When large canopy expansions accelerate supply, they can:


  • Depress wholesale flower pricing

  • Compress margins for smaller operators

  • Increase refinancing stress

  • Trigger further defaults


Scale is powerful.


But scale without absorption capacity destabilizes equilibrium.


Kings Garden’s stalled expansion demonstrates the other side of that equation: when the growth thesis falters mid-stream.


M&A Implications

This story also intersects with cannabis M&A trends.


As discussed in Cannabis M&A Is Heating Up,


capital is re-entering the market selectively.


Buyers are not just evaluating revenue. They are underwriting:

  • Lease structures

  • Tenant durability

  • Facility scalability

  • Governance stability

  • Regional oversupply risk


Multi-million dollar expansion failures become case studies in diligence.


They influence how future cannabis property for sale listings are evaluated.


They shape how cannabis businesses for sale are priced.


They inform how lenders and equity partners assess execution risk.


What This Really Costs

The cost of scaling too fast is not just construction capital It is:

  • Legal fees

  • Lost lease income

  • Investor confidence

  • Brand erosion

  • Market compression

  • Opportunity cost


Cannabis business growth challenges are magnified by federal illegality, limited banking, and capital scarcity.


When expansion goes wrong, there is no easy refinancing safety net.


The Bigger Lesson

The lesson is not “do not grow.”


The lesson is that growth must be durable.


Facilities should scale in proportion to:

  • Confirmed distribution capacity

  • Realistic pricing assumptions

  • Strong governance controls

  • Conservative financing structures

  • Diversified revenue channels


In cannabis, the penalty for misalignment is often multi-million dollar.
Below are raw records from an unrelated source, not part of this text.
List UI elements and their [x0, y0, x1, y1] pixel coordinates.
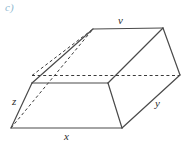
edge-front-right — [108, 83, 122, 128]
hidden-edge-left-diagonal — [11, 29, 93, 128]
edge-top-right-slant — [108, 28, 163, 83]
geometry-drawing — [0, 0, 192, 148]
edge-label-left: z — [12, 96, 16, 107]
edge-label-right: y — [155, 98, 160, 109]
edge-label-top: v — [118, 15, 123, 26]
geometry-figure: c) v y z x — [0, 0, 192, 148]
hidden-edge-back-left-vertical — [32, 29, 93, 76]
edge-right-lower — [122, 75, 180, 128]
edge-right-upper — [163, 28, 180, 75]
edge-label-bottom: x — [64, 131, 69, 142]
visible-edges-group — [11, 28, 180, 128]
edge-top-left-slant — [32, 29, 93, 83]
edge-top-back — [93, 28, 163, 29]
part-label: c) — [5, 2, 14, 13]
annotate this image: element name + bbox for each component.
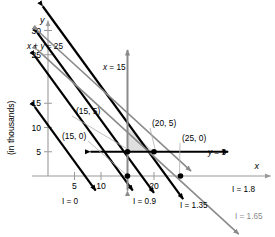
point-marker <box>178 173 184 179</box>
point-label-15-5: (15, 5) <box>76 106 100 116</box>
line-label: I = 0.9 <box>133 197 156 206</box>
line-i-1-65 <box>37 50 238 234</box>
line-label: I = 0 <box>62 197 79 206</box>
line-label: I = 1.8 <box>232 185 255 194</box>
line-label: y = 5 <box>207 148 226 157</box>
y-tick-label: 5 <box>36 147 41 157</box>
line-label: x = 15 <box>102 63 126 72</box>
graph-figure: 51015253051020(15, 5)(20, 5)(25, 0)(15, … <box>0 0 275 237</box>
line-label: I = 1.65 <box>235 212 263 221</box>
point-marker <box>125 149 131 155</box>
x-axis-name: x <box>254 161 260 171</box>
line-i-1-8 <box>43 6 183 199</box>
line-label: x + y = 25 <box>26 42 63 51</box>
line-label: I = 1.35 <box>180 201 208 210</box>
y-tick-label: 15 <box>31 98 41 108</box>
point-marker <box>151 149 157 155</box>
point-label-20-5: (20, 5) <box>152 118 176 128</box>
y-tick-label: 30 <box>31 26 41 36</box>
line-i-0 <box>35 107 96 191</box>
point-label-15-0: (15, 0) <box>62 131 86 141</box>
point-label-25-0: (25, 0) <box>182 133 206 143</box>
y-axis-description: (in thousands) <box>6 100 16 155</box>
x-tick-label: 10 <box>96 181 106 191</box>
y-axis-name: y <box>39 15 45 25</box>
x-tick-label: 5 <box>72 181 77 191</box>
y-tick-label: 10 <box>31 123 41 133</box>
line-x-y-25 <box>37 31 191 172</box>
point-marker <box>125 173 131 179</box>
linear-programming-graph: 51015253051020(15, 5)(20, 5)(25, 0)(15, … <box>0 0 275 237</box>
callout-leader <box>180 143 181 173</box>
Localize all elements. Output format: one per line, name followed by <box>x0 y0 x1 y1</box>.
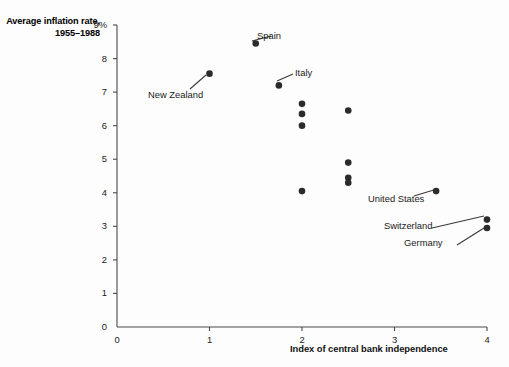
data-point <box>206 70 213 77</box>
x-axis-title: Index of central bank independence <box>290 343 448 354</box>
data-point <box>484 216 491 223</box>
y-tick-label: 1 <box>81 287 107 298</box>
annotation-leader-lines <box>190 36 484 245</box>
scatter-chart-figure: Average inflation rate, 1955–1988 012345… <box>0 0 509 367</box>
data-point <box>299 188 306 195</box>
y-tick-label: 3 <box>81 220 107 231</box>
y-tick-label: 9% <box>81 19 107 30</box>
point-label-italy: Italy <box>295 67 312 78</box>
plot-canvas <box>0 0 509 367</box>
data-point <box>433 188 440 195</box>
data-point <box>345 179 352 186</box>
y-tick-label: 6 <box>81 120 107 131</box>
data-point <box>484 225 491 232</box>
data-point <box>299 111 306 118</box>
x-tick-label: 0 <box>107 334 127 345</box>
y-tick-label: 7 <box>81 86 107 97</box>
leader-line <box>432 216 484 228</box>
leader-line <box>190 75 206 89</box>
y-tick-label: 5 <box>81 153 107 164</box>
leader-line <box>277 74 293 81</box>
data-point <box>345 159 352 166</box>
data-point <box>299 122 306 129</box>
x-tick-label: 1 <box>200 334 220 345</box>
data-point <box>252 40 259 47</box>
point-label-new-zealand: New Zealand <box>148 89 203 100</box>
y-tick-label: 0 <box>81 321 107 332</box>
point-label-germany: Germany <box>404 237 443 248</box>
y-tick-label: 8 <box>81 53 107 64</box>
point-label-spain: Spain <box>257 30 281 41</box>
data-point <box>299 101 306 108</box>
data-point <box>276 82 283 89</box>
y-tick-label: 4 <box>81 187 107 198</box>
x-tick-marks <box>210 327 488 331</box>
x-tick-label: 4 <box>477 334 497 345</box>
data-points <box>206 40 490 231</box>
point-label-switzerland: Switzerland <box>384 220 432 231</box>
leader-line <box>457 228 484 245</box>
y-tick-marks <box>113 25 117 293</box>
y-tick-label: 2 <box>81 254 107 265</box>
point-label-united-states: United States <box>368 193 424 204</box>
data-point <box>345 107 352 114</box>
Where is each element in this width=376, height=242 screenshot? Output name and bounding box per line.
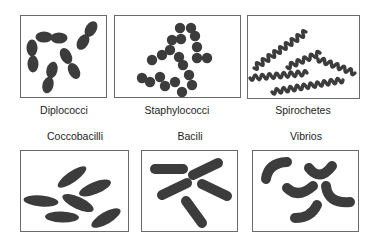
- panel-vibrios: Vibrios: [253, 130, 359, 232]
- panel-label: Vibrios: [290, 130, 322, 142]
- panel-label: Staphylococci: [145, 104, 210, 116]
- bacteria-morphology-diagram: Diplococci Staphylococci: [0, 0, 376, 242]
- panel-coccobacilli: Coccobacilli: [21, 130, 129, 232]
- panel-bacili: Bacili: [142, 130, 238, 232]
- panel-label: Coccobacilli: [47, 130, 103, 142]
- panel-label: Bacili: [177, 130, 202, 142]
- panel-label: Diplococci: [40, 104, 88, 116]
- panel-diplococci: Diplococci: [21, 16, 107, 117]
- panel-spirochetes: Spirochetes: [248, 16, 360, 117]
- panel-label: Spirochetes: [275, 104, 330, 116]
- panel-staphylococci: Staphylococci: [115, 16, 241, 117]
And the ripple effects extend well beyond a single operator.



FAQs

Q: Why do large cannabis expansions often struggle?

A: Large expansions require precise coordination of financing, construction, forecasting, and governance. When growth assumptions prove optimistic, financial strain can quickly follow.


Q: How does expansion impact cannabis property valuation?

A: Oversupply and tenant distress can reduce lease stability and compress property valuations, particularly in regions with concentrated cultivation growth.


Q: What is tenant concentration risk in cannabis real estate?

A: Tenant concentration risk occurs when a landlord relies heavily on one operator for lease income. If that operator defaults, property performance and valuation can decline sharply.


Q: Does cannabis M&A increase after expansion failures?

A: Often yes. Distressed assets may enter the market, and strategic buyers look for undervalued properties or brands with turnaround potential.


Q: Are oversized cannabis facilities always a mistake?

A: Not necessarily. Scale can be powerful when aligned with demand, capital discipline, and operational execution.